Monday, April 6, 2015

An intervention to break up sitting time among schoolchildren was not effective

Too much and prolonged sitting may be a risk factors for cardiometabolic health. The UP4FUN intervention is a family-involved school-based intervention aiming at reducing and breaking up sitting time at home (with special emphasis on screen time), and breaking up sitting time in school among 10–12 year olds in different countries across Europe. In a paper just published in the journal Plos One -with Dr. Froydis Vik as first author- we report on the intervention's short term effects.
A total of 3147 pupils from Belgium, Germany, Greece, Hungary and Norway participated in a school-randomized controlled trial. The intervention included 1–2 school lessons per week for a period of six weeks, along with assignments for the children and their parents. Screen time and breaking up sitting time were registered by self-report and total sedentary time and breaking up sitting time by accelerometry. The effect of the intervention on these behaviors was analysed by multilevel regression analyses. All analyses were adjusted for baseline values and gender. No significant intervention effects were observed, neither for self-reported TV/DVD or computer/game console time, nor for accelerometer-assessed total sedentary time and number of breaks in sitting time. The intervention group did report more positive attitudes towards and preferences/liking for breaking up sitting time than the control group.
Overall, these results do not warrant wider dissemination of the present UP4FUN intervention.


> _TASK STATEMENT_
In the data below, find every line with the string "caption" and pull it out.

[Dataset listings of figures]
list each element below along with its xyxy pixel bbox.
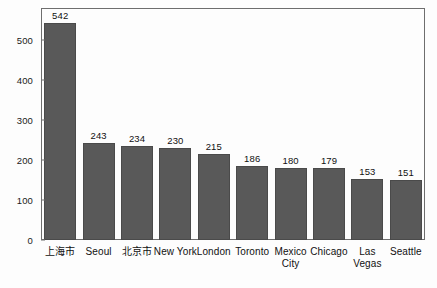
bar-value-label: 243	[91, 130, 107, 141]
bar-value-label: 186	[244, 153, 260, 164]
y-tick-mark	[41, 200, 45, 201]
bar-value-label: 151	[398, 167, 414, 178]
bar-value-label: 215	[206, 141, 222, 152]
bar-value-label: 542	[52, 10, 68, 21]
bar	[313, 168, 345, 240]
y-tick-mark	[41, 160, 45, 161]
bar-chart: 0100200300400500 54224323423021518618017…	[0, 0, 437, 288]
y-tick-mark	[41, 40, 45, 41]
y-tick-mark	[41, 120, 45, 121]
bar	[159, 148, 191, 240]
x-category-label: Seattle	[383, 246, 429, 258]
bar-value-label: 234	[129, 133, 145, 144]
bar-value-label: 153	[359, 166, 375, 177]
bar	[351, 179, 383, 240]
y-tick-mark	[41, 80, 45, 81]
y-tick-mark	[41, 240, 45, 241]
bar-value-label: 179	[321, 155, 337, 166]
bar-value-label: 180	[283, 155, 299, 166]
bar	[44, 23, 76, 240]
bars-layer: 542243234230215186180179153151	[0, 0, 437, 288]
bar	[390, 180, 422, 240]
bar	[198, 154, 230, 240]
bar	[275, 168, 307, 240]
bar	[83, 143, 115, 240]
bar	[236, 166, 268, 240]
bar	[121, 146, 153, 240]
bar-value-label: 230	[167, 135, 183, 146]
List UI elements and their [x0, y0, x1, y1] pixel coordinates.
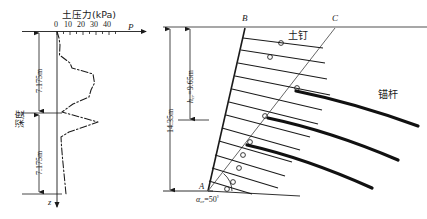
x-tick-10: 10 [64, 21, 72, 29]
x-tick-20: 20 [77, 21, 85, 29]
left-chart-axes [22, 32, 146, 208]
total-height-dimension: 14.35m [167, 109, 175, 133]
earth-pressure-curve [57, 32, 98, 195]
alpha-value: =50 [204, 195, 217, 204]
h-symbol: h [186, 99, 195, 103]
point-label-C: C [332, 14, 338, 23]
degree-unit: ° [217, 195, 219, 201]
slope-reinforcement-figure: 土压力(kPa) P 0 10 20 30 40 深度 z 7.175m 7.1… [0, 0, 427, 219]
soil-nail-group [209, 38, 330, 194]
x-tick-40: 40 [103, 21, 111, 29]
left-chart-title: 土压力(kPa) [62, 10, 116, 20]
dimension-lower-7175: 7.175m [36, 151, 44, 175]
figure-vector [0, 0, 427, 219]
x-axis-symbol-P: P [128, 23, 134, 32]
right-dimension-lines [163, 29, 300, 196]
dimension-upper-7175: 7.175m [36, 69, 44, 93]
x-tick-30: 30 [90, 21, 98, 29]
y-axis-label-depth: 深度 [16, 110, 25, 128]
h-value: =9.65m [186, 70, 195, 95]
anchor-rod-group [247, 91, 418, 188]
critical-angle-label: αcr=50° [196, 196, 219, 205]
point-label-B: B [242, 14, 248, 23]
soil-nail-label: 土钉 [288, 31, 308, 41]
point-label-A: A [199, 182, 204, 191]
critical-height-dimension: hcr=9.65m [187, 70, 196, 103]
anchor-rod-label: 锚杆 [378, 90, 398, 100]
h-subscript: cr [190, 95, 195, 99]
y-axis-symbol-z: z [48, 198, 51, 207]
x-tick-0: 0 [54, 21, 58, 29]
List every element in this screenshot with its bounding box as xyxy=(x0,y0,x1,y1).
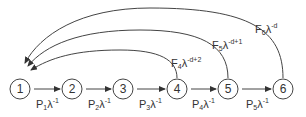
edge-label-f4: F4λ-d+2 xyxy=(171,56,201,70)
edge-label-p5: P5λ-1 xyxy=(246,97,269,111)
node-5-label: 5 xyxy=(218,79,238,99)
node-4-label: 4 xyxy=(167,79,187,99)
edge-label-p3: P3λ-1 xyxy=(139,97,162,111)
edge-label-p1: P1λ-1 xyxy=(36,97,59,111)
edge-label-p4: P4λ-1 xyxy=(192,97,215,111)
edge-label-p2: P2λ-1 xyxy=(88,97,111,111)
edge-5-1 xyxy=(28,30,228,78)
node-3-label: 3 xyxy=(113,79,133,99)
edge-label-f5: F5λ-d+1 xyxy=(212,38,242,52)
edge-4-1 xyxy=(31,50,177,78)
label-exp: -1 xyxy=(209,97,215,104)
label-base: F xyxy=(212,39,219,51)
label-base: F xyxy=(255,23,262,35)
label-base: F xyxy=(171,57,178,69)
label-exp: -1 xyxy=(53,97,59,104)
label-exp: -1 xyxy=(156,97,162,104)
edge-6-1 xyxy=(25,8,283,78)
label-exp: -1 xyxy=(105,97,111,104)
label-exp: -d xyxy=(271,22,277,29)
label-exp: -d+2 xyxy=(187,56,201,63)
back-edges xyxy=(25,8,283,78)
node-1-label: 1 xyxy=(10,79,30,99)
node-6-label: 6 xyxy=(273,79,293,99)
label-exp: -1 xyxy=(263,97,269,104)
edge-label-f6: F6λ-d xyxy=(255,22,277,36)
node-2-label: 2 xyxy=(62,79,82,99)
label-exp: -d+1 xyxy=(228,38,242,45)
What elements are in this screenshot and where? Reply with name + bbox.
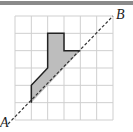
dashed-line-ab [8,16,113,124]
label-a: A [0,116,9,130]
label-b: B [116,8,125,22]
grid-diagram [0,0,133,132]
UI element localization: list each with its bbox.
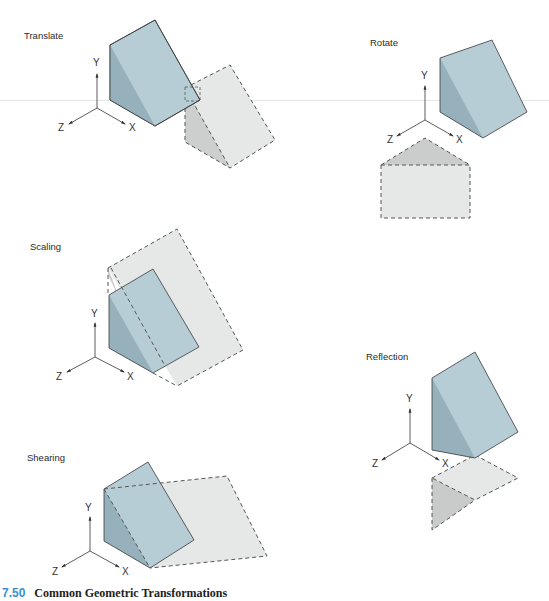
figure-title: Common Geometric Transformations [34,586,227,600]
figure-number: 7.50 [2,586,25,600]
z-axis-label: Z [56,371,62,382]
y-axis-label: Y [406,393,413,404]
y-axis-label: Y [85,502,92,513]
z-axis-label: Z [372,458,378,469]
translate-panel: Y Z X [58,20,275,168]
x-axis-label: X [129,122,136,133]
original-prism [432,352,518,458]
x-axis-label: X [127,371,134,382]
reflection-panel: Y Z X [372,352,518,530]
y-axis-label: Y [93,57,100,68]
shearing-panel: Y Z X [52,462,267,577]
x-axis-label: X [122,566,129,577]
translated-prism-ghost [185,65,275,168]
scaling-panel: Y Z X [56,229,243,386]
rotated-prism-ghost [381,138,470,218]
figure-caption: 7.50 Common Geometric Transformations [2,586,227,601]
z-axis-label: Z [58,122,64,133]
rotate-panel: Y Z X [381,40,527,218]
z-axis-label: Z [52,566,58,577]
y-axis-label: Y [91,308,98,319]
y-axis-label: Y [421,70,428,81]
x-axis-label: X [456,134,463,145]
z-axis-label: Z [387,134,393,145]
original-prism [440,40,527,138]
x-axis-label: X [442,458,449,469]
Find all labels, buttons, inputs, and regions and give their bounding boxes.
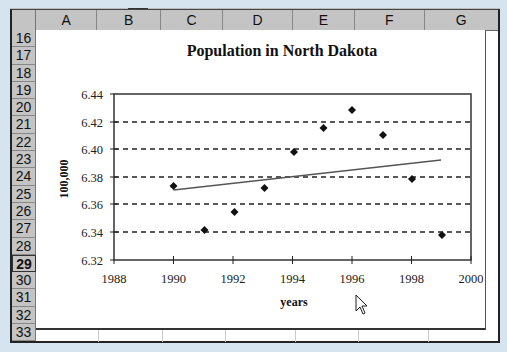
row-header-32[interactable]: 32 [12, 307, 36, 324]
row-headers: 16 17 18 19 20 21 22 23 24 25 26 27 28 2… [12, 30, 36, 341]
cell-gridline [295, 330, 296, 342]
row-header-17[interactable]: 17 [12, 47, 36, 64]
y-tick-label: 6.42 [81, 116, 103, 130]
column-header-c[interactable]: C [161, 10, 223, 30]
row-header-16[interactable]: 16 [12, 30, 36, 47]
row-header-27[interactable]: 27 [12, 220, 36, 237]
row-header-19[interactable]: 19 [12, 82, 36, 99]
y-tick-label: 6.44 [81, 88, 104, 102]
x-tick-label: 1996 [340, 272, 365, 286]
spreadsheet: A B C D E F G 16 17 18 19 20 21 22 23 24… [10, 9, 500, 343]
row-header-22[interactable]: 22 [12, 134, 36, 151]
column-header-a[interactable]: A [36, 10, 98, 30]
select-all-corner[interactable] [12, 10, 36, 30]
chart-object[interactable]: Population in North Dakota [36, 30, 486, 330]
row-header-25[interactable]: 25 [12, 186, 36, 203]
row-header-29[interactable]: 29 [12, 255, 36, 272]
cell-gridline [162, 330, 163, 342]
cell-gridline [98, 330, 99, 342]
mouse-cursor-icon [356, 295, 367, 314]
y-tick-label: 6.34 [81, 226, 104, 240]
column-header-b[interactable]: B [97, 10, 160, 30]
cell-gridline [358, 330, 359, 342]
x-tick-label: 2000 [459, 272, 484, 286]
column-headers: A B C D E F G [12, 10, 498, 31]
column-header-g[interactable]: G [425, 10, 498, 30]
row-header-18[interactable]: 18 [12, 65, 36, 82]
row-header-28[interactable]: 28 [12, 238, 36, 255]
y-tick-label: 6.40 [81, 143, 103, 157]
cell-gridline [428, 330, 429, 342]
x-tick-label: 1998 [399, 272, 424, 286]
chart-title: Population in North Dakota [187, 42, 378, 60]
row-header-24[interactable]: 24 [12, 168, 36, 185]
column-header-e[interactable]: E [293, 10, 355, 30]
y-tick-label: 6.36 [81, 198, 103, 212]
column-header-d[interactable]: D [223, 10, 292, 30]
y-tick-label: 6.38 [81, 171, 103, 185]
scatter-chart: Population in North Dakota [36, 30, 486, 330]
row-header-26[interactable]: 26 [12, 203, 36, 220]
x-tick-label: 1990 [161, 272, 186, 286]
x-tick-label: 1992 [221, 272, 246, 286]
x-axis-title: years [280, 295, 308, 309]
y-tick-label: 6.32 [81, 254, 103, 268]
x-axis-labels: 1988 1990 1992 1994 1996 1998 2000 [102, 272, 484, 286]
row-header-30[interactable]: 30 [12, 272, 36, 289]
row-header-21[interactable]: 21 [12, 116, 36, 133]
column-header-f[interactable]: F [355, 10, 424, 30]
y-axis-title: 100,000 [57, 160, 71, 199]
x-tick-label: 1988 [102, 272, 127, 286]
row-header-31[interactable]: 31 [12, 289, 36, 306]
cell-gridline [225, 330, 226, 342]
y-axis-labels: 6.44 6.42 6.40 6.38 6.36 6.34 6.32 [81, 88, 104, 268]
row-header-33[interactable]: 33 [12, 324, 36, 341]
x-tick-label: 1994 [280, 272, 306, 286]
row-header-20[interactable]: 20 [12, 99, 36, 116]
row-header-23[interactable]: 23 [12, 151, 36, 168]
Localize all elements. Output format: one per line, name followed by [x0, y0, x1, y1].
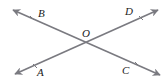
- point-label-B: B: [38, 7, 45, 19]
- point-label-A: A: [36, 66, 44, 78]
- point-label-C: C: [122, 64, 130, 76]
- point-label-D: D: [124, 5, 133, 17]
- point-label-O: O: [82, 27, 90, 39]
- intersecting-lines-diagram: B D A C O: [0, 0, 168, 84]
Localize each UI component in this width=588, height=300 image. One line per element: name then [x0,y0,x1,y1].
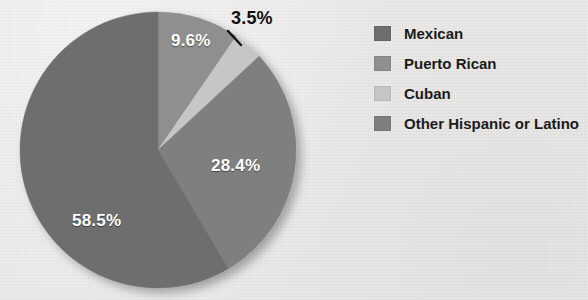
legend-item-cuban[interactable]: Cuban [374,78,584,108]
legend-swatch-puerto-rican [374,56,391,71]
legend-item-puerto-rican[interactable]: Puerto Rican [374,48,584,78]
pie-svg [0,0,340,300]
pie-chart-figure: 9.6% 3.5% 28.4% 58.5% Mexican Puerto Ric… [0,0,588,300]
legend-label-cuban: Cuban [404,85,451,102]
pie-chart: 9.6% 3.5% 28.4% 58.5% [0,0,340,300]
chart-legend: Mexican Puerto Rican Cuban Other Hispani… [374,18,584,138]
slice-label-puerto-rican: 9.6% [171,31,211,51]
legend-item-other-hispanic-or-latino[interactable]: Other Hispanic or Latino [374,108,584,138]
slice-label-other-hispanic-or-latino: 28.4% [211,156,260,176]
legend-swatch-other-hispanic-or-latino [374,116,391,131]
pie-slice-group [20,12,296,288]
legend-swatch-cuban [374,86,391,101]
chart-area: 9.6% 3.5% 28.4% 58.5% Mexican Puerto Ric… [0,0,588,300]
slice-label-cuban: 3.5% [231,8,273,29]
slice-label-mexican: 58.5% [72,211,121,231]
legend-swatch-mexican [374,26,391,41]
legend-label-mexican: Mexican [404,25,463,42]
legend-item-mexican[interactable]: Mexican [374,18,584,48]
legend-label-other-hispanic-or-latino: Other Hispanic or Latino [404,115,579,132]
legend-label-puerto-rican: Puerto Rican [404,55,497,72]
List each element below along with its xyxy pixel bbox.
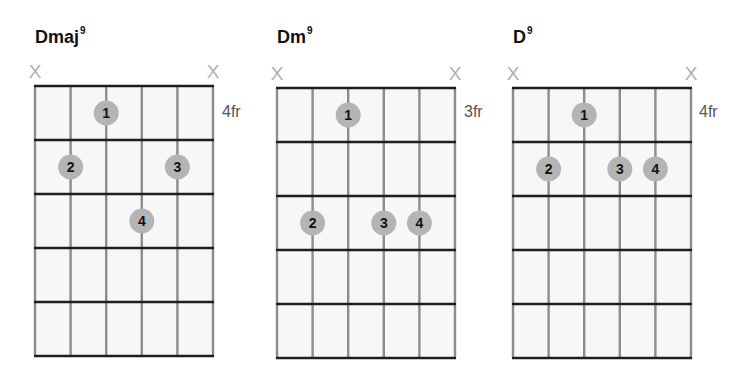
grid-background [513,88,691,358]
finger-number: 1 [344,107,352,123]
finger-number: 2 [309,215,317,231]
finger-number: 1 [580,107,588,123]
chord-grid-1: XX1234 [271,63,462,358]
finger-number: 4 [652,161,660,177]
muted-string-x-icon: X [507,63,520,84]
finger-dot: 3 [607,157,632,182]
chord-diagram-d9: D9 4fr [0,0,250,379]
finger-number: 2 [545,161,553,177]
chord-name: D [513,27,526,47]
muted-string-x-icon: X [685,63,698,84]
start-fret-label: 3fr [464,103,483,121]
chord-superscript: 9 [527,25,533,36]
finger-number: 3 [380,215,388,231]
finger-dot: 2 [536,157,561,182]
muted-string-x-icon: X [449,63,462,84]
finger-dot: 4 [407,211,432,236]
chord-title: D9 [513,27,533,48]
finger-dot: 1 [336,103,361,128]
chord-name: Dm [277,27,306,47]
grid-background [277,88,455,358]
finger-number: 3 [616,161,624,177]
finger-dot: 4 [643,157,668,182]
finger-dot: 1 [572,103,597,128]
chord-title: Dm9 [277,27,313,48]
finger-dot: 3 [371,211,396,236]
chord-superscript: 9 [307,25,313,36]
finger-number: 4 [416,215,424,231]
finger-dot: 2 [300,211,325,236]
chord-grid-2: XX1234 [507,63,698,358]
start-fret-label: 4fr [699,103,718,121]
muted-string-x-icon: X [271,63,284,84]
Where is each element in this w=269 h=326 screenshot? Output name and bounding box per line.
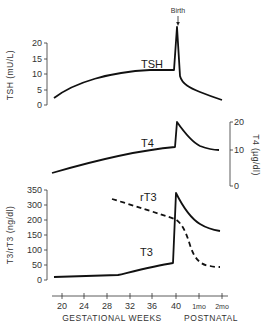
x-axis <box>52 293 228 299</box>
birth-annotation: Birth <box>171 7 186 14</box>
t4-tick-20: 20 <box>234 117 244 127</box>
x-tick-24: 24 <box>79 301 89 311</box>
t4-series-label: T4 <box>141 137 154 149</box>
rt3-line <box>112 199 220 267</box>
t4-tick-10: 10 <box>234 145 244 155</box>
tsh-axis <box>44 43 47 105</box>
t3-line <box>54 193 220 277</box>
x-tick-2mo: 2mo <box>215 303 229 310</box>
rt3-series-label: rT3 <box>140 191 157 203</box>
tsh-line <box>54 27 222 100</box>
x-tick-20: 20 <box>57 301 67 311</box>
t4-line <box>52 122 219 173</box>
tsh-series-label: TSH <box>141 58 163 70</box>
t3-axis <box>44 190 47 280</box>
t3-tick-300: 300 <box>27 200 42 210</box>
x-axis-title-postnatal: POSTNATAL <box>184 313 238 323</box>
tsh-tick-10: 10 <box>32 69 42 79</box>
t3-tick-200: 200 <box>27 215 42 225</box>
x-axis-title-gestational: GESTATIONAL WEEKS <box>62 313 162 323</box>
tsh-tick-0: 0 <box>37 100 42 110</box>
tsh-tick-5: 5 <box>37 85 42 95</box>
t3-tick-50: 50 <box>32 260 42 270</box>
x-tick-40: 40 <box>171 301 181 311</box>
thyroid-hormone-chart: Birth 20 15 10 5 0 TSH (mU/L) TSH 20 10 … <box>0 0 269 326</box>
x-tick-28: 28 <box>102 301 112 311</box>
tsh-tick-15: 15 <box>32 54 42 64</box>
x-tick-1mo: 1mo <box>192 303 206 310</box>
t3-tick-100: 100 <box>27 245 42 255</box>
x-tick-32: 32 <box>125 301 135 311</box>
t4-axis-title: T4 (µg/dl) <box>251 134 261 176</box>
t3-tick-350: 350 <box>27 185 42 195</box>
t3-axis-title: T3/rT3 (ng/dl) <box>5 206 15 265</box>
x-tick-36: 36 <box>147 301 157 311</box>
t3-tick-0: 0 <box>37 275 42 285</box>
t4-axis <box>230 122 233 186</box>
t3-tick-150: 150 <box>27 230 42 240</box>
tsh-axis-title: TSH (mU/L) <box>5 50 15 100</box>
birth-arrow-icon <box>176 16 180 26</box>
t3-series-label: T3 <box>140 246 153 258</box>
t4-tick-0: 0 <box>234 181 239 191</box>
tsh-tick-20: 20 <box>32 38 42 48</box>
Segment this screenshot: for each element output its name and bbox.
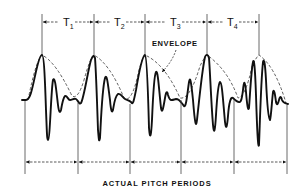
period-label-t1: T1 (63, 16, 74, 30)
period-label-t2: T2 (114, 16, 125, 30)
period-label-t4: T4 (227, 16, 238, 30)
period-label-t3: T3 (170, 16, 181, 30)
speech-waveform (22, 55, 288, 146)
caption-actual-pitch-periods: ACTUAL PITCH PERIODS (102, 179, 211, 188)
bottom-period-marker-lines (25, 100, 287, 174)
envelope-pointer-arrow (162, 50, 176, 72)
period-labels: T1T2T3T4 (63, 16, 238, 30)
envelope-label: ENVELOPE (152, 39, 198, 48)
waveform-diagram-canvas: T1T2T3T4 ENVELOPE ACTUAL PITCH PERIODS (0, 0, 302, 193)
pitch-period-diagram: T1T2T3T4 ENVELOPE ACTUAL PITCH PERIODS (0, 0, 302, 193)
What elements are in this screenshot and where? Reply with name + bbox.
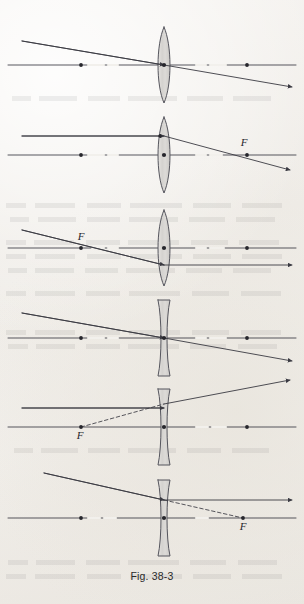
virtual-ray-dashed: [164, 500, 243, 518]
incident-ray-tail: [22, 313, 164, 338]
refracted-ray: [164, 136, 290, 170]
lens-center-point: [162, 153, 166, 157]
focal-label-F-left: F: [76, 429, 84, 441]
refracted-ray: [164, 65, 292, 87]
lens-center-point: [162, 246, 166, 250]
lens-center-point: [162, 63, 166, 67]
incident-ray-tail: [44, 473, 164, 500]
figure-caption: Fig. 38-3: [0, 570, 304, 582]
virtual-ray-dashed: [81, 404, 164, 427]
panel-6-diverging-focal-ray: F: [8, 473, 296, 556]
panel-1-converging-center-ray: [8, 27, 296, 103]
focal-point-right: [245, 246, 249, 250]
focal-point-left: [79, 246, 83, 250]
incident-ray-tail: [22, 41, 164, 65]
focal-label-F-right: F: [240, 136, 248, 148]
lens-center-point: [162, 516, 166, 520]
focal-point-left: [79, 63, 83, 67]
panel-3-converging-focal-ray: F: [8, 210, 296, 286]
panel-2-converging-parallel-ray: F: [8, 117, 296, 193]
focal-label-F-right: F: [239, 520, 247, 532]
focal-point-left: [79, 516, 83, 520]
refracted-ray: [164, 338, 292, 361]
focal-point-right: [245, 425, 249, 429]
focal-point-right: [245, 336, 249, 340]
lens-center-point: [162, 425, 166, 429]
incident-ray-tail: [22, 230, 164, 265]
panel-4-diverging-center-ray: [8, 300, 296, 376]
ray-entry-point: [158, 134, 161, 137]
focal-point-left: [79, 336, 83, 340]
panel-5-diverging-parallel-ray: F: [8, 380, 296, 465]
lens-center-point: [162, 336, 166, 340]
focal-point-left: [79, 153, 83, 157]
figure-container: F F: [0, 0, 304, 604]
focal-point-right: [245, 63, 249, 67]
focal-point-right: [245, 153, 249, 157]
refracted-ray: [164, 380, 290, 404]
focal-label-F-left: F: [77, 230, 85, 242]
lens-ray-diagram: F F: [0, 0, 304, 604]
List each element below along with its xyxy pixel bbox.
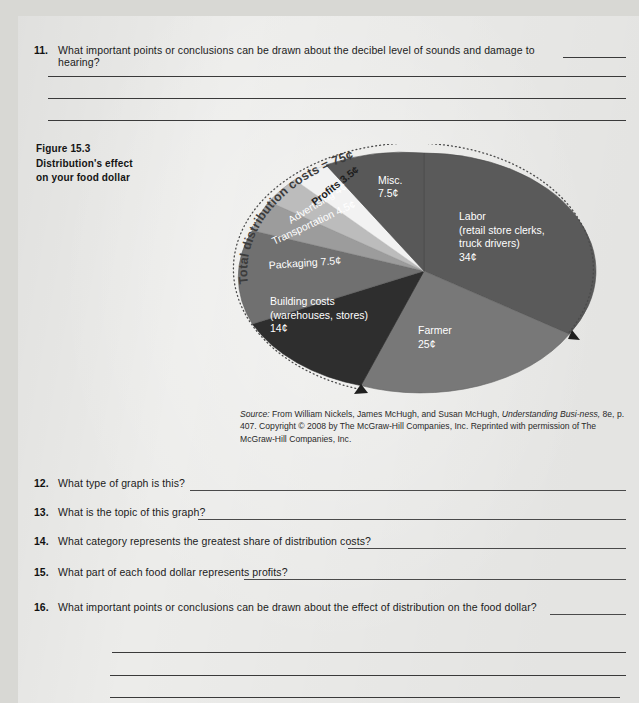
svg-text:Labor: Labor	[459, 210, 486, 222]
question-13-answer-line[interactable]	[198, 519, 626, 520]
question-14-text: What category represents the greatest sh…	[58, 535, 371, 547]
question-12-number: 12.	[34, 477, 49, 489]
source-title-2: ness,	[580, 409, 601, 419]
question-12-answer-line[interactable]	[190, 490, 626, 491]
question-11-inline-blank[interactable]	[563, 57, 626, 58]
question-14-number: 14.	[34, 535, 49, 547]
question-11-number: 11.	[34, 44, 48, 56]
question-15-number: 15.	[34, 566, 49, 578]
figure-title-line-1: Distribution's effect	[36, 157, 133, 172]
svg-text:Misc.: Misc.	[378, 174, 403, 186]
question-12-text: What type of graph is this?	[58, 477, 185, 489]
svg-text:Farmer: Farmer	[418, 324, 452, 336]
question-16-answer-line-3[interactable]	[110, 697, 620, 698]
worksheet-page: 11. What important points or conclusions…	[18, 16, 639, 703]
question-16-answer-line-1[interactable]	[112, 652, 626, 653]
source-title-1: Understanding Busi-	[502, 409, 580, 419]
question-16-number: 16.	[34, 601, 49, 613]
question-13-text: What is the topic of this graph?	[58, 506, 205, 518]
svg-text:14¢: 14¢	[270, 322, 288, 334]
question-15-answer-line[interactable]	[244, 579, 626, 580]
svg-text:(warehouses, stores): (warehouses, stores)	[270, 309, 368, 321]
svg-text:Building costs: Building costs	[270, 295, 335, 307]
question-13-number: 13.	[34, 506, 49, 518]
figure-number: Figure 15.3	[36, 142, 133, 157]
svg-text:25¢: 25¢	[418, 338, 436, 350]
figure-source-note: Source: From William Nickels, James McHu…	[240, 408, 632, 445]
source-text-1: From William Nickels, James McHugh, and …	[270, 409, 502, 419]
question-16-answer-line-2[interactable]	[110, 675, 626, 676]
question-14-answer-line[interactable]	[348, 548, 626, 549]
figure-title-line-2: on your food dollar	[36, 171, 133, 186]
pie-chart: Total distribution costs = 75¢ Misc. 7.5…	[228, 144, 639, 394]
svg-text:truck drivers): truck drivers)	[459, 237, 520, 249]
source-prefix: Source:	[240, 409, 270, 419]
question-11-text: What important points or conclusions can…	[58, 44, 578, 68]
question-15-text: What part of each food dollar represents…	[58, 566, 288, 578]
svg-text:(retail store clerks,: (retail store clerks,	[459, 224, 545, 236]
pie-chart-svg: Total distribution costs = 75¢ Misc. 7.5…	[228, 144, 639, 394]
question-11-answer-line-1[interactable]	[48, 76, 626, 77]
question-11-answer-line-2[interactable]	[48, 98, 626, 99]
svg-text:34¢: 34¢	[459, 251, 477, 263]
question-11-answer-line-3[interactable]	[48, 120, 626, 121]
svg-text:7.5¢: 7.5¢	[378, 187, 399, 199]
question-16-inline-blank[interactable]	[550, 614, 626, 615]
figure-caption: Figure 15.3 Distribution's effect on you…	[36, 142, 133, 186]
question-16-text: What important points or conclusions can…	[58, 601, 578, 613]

> _WRITTEN RESPONSE_
figure-caption: 7.50 Common Geometric Transformations [2,586,227,601]
caption-actual-pitch-periods: ACTUAL PITCH PERIODS (102, 179, 211, 188)
figure-caption: Fig. 38-3: [0, 570, 304, 582]
figure-caption: Figure 15.3 Distribution's effect on you…	[36, 142, 133, 186]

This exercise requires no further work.